Angry Protesters Continue to Take to Streets across Middle East over Trump’s Pro-Israel Peace Plan

Angry Protesters Continue to Take to Streets across Middle East over Trump’s Pro-Israel Peace Plan

Angry protesters burn the US and the Israeli flags, during a protest against the White House plan for ending the Israeli-Palestinian conflict, at Ein el-Hilweh refugee camp, in the southern port city of Sidon, Lebanon on January 29, 2020. (AP/Mohammed Zaa

Thousands of Palestinians and pro-Palestine supporters have gathered downtown across a number of Arab and Middle Eastern countries, voicing their firm rejection of the peace plan announced by the US President Donald Trump.

In the Palestinian territories, protesters were shot and injured on Thursday by rubber-coated metal bullets and teargas as Israeli soldiers attacked protesters in Ramallah and AlKhalil in the occupied West Bank.

In Ramallah, a large number of Palestinians participated in a protest march to the northern end of the city where the Israeli army maintains a checkpoint known as the DCO.

In AlKhalil, in the south of the West Bank, Palestinian protesters clashed with Israeli soldiers at more than one location, according to reports.

Similar clashes were reported at Arroub refugee camp and the town of Sair, north of AlKhalil, where soldiers also dispersed the protesters using teargas and rubber bullets.

As US President Donald Trump unveiled the details of his peace plan Jan. 28, dozens of Jordanians also rallied in front of the US Embassy in Amman. They decried the so-called "deal of the century" and demanded the closure of the US and Israeli embassies in Amman.

At the sit-in, the protesters chanted, “Raise your voice," "Down with the Americans' approach," "No embassy for the Zionist entity on your land, O Amman," "No US embassy on your land, Amman," "Palestine is an Arab [state]" and "Down with Wadi Araba,” a reference to peace agreements with Israel.

They rejected Trump's declaration of Jerusalem as the undivided capital of Israel and denounced the plan for denying Palestinian refugees the right to return to Palestine.

The popular position against the deal mirrors the official Jordanian position. The kingdom hosts 2.1 million Palestinian refugees and holds custodianship of the holy sites in Jerusalem.

King Abdullah II had explicitly voiced his rejection of the US plan during his Jan. 26 visit to Aqaba. “Our position is very well known toward the so-called 'deal of the century.' The word ‘no’ is clear to everyone,” he said.

Meanwhile, “Insulting”, “Shameful”, “A disgrace” were some of the words used by Palestinian refugees in Lebanon over the past few days to describe the White House plan for ending the Israel-Palestinian conflict.

At refugee camps across the country, Palestinians staged strikes, protests and sit-ins a day after US President Donald trump revealed the long-awaited details of the plan, denouncing it as ridiculously lop-sided and saying it gives them no rights.

“Trump’s words mean nothing to us. This isn’t his land for him to bargain or sell or give to someone else,” said Sawsan Warde, a middle-aged Palestinian woman at the crowded Bourj al-Barajneh camp in the Lebanese capital. “He can give the Jewish people or Netanyahu a part of his land, but Palestine is for us. It was, it is and will always be ours.”

The words reflected the deep bitterness felt by Palestinians at the plan unveiled by Trump and Prime Minister Benjamin Netanyahu at the White House on Tuesday. The plan supports the Israeli position on nearly all of the most contentious issues in the decades-old conflict and falls far short of Palestinian demands, leaving them with disjointed areas and allowing Israel to annex its settlements in the West Bank.

A thousand no’s,” said Palestinian President Mahmoud Abbas in response.

Among Palestinian refugees, many likened the plan to the Balfour Declaration, the British government’s promise in 1917 to Zionists to create a Jewish home in Palestine.

“This is an extension of the Balfour declaration,” said Mariam Gebril, who took part in a protest at the Ein el-Hilweh refugee camp — an overpopulated, sprawling territory just south of Beirut that houses up to 70,000 refugees and their descendants.

“Trump thinks he controls the world and other countries. He imposes sanctions, opens and closes embassies as he wishes. … The world doesn’t work this way,” she said, saying Palestinians need to fight back with weapons because diplomacy and negotiations do not work.

Protesters burned tires and pictures of Trump and Netanyahu. They also set on fire to American and Israeli flags. Many expressed outrage at Gulf Arab countries they see as complicit in the plan unveiled Tuesday.

Trump released his proposed deal during an event at the White House alongside Israeli Prime Minister Benjamin Netanyahu in Washington on Tuesday.

The so-called 'Vision for Peace' — which all Palestinian groups have unanimously rejected — would, among other contentious terms, enshrine Jerusalem as “Israel’s undivided capital” and allow the occupying regime to annex settlements in the occupied West Bank and the Jordan Valley.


> TASK GOAL: A complete answer retypes each of the records below precisely and includes none of the pictures.

> PROVIDED DATA:
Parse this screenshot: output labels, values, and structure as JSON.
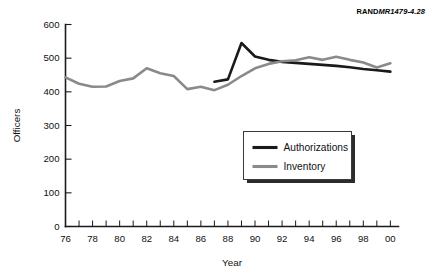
{
  "figure": {
    "source_tag_bold": "RAND",
    "source_tag_italic": "MR1479-4.28"
  },
  "chart_data": {
    "type": "line",
    "title": "",
    "xlabel": "Year",
    "ylabel": "Officers",
    "xlim": [
      1976,
      2000.6
    ],
    "ylim": [
      0,
      600
    ],
    "y_ticks": [
      0,
      100,
      200,
      300,
      400,
      500,
      600
    ],
    "y_tick_labels": [
      "0",
      "100",
      "200",
      "300",
      "400",
      "500",
      "600"
    ],
    "x_ticks": [
      1976,
      1977,
      1978,
      1979,
      1980,
      1981,
      1982,
      1983,
      1984,
      1985,
      1986,
      1987,
      1988,
      1989,
      1990,
      1991,
      1992,
      1993,
      1994,
      1995,
      1996,
      1997,
      1998,
      1999,
      2000
    ],
    "x_tick_labels_shown": [
      "76",
      "",
      "78",
      "",
      "80",
      "",
      "82",
      "",
      "84",
      "",
      "86",
      "",
      "88",
      "",
      "90",
      "",
      "92",
      "",
      "94",
      "",
      "96",
      "",
      "98",
      "",
      "00"
    ],
    "grid": false,
    "legend_position": "center-right",
    "series": [
      {
        "name": "Authorizations",
        "color": "#1a1a1a",
        "width": 2.6,
        "x": [
          1987,
          1988,
          1989,
          1990,
          1991,
          1992,
          1993,
          1994,
          1995,
          1996,
          1997,
          1998,
          1999,
          2000
        ],
        "values": [
          430,
          437,
          545,
          505,
          495,
          489,
          486,
          483,
          480,
          477,
          473,
          468,
          464,
          460
        ]
      },
      {
        "name": "Inventory",
        "color": "#8a8a8a",
        "width": 2.6,
        "x": [
          1976,
          1977,
          1978,
          1979,
          1980,
          1981,
          1982,
          1983,
          1984,
          1985,
          1986,
          1987,
          1988,
          1989,
          1990,
          1991,
          1992,
          1993,
          1994,
          1995,
          1996,
          1997,
          1998,
          1999,
          2000
        ],
        "values": [
          443,
          424,
          415,
          416,
          432,
          440,
          470,
          455,
          447,
          408,
          415,
          405,
          421,
          447,
          470,
          483,
          491,
          494,
          503,
          495,
          504,
          495,
          487,
          472,
          485
        ]
      }
    ],
    "legend_entries": [
      {
        "label": "Authorizations",
        "color": "#1a1a1a"
      },
      {
        "label": "Inventory",
        "color": "#8a8a8a"
      }
    ]
  }
}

> COMPLETED EXERCISE:
Parse this screenshot: output labels, values, and structure as JSON.
{
  "figure": {
    "source_tag_bold": "RAND",
    "source_tag_italic": "MR1479-4.28"
  },
  "chart_data": {
    "type": "line",
    "title": "",
    "xlabel": "Year",
    "ylabel": "Officers",
    "xlim": [
      1976,
      2000.6
    ],
    "ylim": [
      0,
      600
    ],
    "y_ticks": [
      0,
      100,
      200,
      300,
      400,
      500,
      600
    ],
    "y_tick_labels": [
      "0",
      "100",
      "200",
      "300",
      "400",
      "500",
      "600"
    ],
    "x_ticks": [
      1976,
      1977,
      1978,
      1979,
      1980,
      1981,
      1982,
      1983,
      1984,
      1985,
      1986,
      1987,
      1988,
      1989,
      1990,
      1991,
      1992,
      1993,
      1994,
      1995,
      1996,
      1997,
      1998,
      1999,
      2000
    ],
    "x_tick_labels_shown": [
      "76",
      "",
      "78",
      "",
      "80",
      "",
      "82",
      "",
      "84",
      "",
      "86",
      "",
      "88",
      "",
      "90",
      "",
      "92",
      "",
      "94",
      "",
      "96",
      "",
      "98",
      "",
      "00"
    ],
    "grid": false,
    "legend_position": "center-right",
    "series": [
      {
        "name": "Authorizations",
        "color": "#1a1a1a",
        "width": 2.6,
        "x": [
          1987,
          1988,
          1989,
          1990,
          1991,
          1992,
          1993,
          1994,
          1995,
          1996,
          1997,
          1998,
          1999,
          2000
        ],
        "values": [
          430,
          437,
          545,
          505,
          495,
          489,
          486,
          483,
          480,
          477,
          473,
          468,
          464,
          460
        ]
      },
      {
        "name": "Inventory",
        "color": "#8a8a8a",
        "width": 2.6,
        "x": [
          1976,
          1977,
          1978,
          1979,
          1980,
          1981,
          1982,
          1983,
          1984,
          1985,
          1986,
          1987,
          1988,
          1989,
          1990,
          1991,
          1992,
          1993,
          1994,
          1995,
          1996,
          1997,
          1998,
          1999,
          2000
        ],
        "values": [
          443,
          424,
          415,
          416,
          432,
          440,
          470,
          455,
          447,
          408,
          415,
          405,
          421,
          447,
          470,
          483,
          491,
          494,
          503,
          495,
          504,
          495,
          487,
          472,
          485
        ]
      }
    ],
    "legend_entries": [
      {
        "label": "Authorizations",
        "color": "#1a1a1a"
      },
      {
        "label": "Inventory",
        "color": "#8a8a8a"
      }
    ]
  }
}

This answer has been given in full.